Nevertheless, having paid for his course of lessons in advance, and being a determined man, he did make progress. One day, to his surprise, he found his feet going through the motions without any definite exercise of willpower on his part⁠—almost as if they were endowed with an intelligence of their own. It was the turning-point. It filled him with a singular pride such as he had not felt since his first rise of salary at the bank.

Mme. Gavarni was moved to dignified praise.

“Some speed, kid!” she observed. “Some speed!”

Henry blushed modestly. It was the accolade.

Every day, as his skill at the dance became more manifest, Henry found occasion to bless the moment when he had decided to take lessons. He shuddered sometimes at the narrowness of his escape from disaster. Every day now it became more apparent to him, as he watched Minnie, that she was chafing at the monotony of her life. That fatal supper had wrecked the peace of their little home. Or perhaps it had merely precipitated the wreck. Sooner or later, he told himself, she was bound to have wearied of the dullness of her lot. At any rate, dating from shortly after that disturbing night, a lack of ease and spontaneity seemed to creep into their relations. A blight settled on the home.

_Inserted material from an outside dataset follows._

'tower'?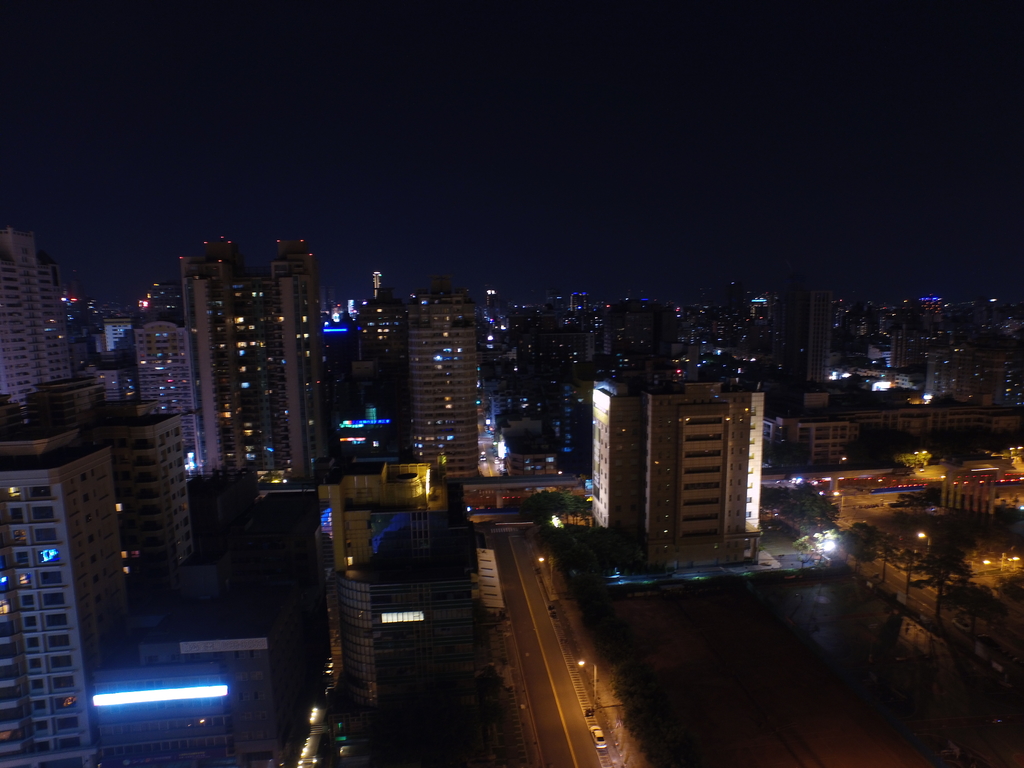
Rect(185, 236, 332, 468)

Little by little Minnie and he were growing almost formal towards each other. She had lost her taste for being read to in the evenings and had developed a habit of pleading a headache and going early to bed. Sometimes, catching her eye when she was not expecting it, he surprised an enigmatic look in it. It was a look, however, which he was able to read. It meant that she was bored.

It might have been expected that this state of affairs would have distressed Henry. It gave him, on the contrary, a pleasurable thrill. It made him feel that it had been worth it, going through the torments of learning to dance. The more bored she was now the greater her delight when he revealed himself dramatically. If she had been contented with the life which he could offer her as a non-dancer, what was the sense of losing weight and money in order to learn the steps? He enjoyed the silent, uneasy evenings which had supplanted those cheery ones of the first year of their marriage. The more uncomfortable they were now, the more they would appreciate their happiness later on.